Rocket scientists’ challenge: do the Kessler run
The trajectory challenge for this year’s ‘America’s Cup of rocket science’ has been unveiled: removing space debris from orbit. Top aerospace engineers and mathematicians from around the globe are competing to win it.
The ninth Global Trajectory Optimisation Competition, GTOC-9, has gone live. This international contest challenges contestants to set the course of a space mission to solve a nearly impossible yet practical challenge.
As the winner of GTOC-8, ESA’s Advanced Concepts Team thinktank got to devise and oversee this year’s challenge: to set the most efficient strategy for multiple missions to take down a swarm of space debris threatening humankind’s safe use of space.
“Star Wars had the Kessel Run – famously made by Han Solo’s Millennium Falcon in less than 12 parsecs – so we have the Kessler Run,” comments Dario Izzo, ACT scientific coordinator.
“It’s named after the Kessler Syndrome, originated by NASA debris expert Donald Kessler. This states that as the density of space debris increases, a cascade effect will take place with collisions generating added debris leading to even greater collisions.
“But the Kessler Syndrome can be shut down if enough debris items are removed from key orbits.”
In the GTOC-9 scenario, the year is 2060 and the fragmentation of an Earth-observing satellite provoked the Kessler Effect, rendering the highly-trafficked Sun-synchronous low-orbit region hazardous to use. But there is hope: researchers have pinpointed a set of 123 orbiting items of debris that, if removed, would switch off the Kessler Syndrome.
The challenge is to design a series of debris-removal missions to remove all these pieces, while minimising the cost of the overall effort. To add to the difficulty, each mission’s cost will depend on how early they are submitted to the contest (no matter their actual launch time), as well as the satellite mass.
Each mission works by deploying a deorbit package to the vicinity of a debris target. Teams can make a choice between larger – and more expensive – missions carrying more deorbit packages and the fuel needed to travel between target debris or else smaller, cheaper missions with less fuel and fewer deorbit packages aboard.
“It’s in a team’s interest to submit a mission as soon as they think it has a chance of ending up being used, to freeze its cost and prevent it increasing,” adds Dario. “They can be undone if required.”
GTOC-9 is being run through the ACT’s Kelvins website, a portal dedicated to hosting public aerospace challenges, which will enable automatic scoring of every entry the ACT receives. As a bonus, this means any interested, group, company or individual is free to enter.
So far it has already attracted 389 researchers participating in 67 teams from 90 institutions worldwide. Follow developments on Twitter using the #GTOC9 hashtag, and check the leaderboard to monitor the contest as it happens.
In real life, ESA is also investigating active space debris removal. The world’s first active debris removal mission, called e.Deorbit, is being developed through the Agency’s Clean Space initiative. Designed to rendezvous and remove a large item of ESA-owned debris, e.Deorbit is planned for launch in 2024.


Below are records; say how many of their lines include the word "Zones", giving nothing but the number.

(Extracted records)

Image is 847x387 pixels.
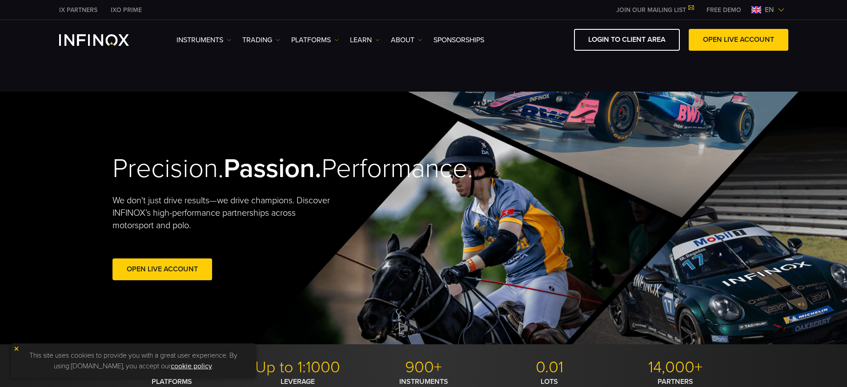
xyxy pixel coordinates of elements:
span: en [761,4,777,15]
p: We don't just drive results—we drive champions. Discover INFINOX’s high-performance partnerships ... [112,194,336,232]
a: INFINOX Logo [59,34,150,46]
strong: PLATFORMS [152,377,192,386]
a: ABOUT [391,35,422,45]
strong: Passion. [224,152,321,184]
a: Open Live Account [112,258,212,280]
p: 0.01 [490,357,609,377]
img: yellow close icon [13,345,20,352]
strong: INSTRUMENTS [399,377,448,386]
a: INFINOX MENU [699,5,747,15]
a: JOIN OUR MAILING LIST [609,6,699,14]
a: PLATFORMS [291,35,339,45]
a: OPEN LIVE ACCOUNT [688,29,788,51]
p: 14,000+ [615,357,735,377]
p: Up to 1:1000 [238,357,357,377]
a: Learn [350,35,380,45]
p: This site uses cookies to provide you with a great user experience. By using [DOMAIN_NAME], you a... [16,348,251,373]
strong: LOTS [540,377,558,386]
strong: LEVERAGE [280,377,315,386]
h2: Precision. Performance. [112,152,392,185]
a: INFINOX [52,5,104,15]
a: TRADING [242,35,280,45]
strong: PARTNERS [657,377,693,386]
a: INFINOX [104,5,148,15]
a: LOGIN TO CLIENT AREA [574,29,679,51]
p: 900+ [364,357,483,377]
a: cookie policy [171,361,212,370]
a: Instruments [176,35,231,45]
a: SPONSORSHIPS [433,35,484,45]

(End Extracted records)
(Extracted records)

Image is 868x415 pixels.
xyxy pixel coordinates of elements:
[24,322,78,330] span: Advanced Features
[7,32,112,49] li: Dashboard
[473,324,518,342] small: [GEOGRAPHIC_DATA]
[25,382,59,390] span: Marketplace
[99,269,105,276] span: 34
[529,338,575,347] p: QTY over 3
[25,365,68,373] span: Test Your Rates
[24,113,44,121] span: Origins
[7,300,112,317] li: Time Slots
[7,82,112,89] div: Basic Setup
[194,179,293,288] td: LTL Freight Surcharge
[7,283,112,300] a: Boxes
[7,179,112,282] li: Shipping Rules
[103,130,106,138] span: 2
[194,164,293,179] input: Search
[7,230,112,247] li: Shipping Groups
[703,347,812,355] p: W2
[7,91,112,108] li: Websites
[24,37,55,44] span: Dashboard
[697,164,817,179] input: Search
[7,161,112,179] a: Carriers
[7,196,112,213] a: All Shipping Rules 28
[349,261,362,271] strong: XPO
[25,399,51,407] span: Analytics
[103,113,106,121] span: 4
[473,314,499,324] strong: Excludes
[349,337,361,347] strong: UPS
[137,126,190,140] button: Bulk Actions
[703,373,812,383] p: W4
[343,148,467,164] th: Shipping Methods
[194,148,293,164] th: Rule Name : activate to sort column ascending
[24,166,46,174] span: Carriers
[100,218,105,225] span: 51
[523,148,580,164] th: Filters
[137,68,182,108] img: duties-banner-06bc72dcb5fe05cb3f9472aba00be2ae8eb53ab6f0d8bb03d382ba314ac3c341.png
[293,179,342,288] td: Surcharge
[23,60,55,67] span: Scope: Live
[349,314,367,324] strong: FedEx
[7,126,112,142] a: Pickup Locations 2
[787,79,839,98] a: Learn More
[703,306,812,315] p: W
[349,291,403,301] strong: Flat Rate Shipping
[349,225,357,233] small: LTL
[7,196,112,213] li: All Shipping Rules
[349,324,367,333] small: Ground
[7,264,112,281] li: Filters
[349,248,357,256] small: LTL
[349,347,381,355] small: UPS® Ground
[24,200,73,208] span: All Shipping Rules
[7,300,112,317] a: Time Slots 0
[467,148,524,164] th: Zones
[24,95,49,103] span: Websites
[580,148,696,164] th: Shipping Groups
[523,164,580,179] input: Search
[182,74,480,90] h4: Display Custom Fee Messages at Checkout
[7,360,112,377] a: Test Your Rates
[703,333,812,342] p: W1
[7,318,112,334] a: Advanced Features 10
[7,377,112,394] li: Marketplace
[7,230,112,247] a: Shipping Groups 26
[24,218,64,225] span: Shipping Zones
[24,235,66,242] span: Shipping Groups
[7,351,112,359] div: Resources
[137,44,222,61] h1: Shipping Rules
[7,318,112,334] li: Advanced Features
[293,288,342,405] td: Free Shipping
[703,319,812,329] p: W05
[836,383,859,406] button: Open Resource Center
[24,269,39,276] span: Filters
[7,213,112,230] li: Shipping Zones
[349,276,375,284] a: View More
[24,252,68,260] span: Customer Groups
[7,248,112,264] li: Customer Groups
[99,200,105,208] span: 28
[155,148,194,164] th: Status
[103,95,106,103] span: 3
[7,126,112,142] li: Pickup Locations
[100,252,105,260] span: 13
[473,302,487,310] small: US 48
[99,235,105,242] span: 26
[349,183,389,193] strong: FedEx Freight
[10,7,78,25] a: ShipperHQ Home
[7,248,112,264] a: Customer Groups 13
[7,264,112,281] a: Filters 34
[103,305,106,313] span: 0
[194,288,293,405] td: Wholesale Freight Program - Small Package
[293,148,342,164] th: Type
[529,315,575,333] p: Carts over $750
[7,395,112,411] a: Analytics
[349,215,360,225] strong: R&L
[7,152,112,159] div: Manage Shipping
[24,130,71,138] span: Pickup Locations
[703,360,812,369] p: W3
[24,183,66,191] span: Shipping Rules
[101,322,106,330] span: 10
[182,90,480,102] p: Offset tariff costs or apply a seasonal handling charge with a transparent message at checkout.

(End Extracted records)
(Extracted records)

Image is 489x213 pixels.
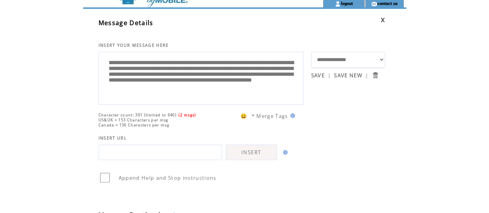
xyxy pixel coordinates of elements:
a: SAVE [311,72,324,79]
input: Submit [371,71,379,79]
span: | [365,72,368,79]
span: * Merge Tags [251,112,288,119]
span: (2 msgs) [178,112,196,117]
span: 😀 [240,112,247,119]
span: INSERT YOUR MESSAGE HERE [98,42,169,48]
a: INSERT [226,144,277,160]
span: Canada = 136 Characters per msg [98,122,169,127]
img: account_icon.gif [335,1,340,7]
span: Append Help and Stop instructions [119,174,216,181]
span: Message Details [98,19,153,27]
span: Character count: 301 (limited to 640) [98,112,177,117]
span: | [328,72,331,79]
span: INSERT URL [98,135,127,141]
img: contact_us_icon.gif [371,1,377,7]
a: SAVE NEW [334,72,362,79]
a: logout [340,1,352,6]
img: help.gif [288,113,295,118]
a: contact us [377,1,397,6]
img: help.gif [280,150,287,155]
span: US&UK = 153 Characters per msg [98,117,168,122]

(End Extracted records)

◆ **Solution below**
3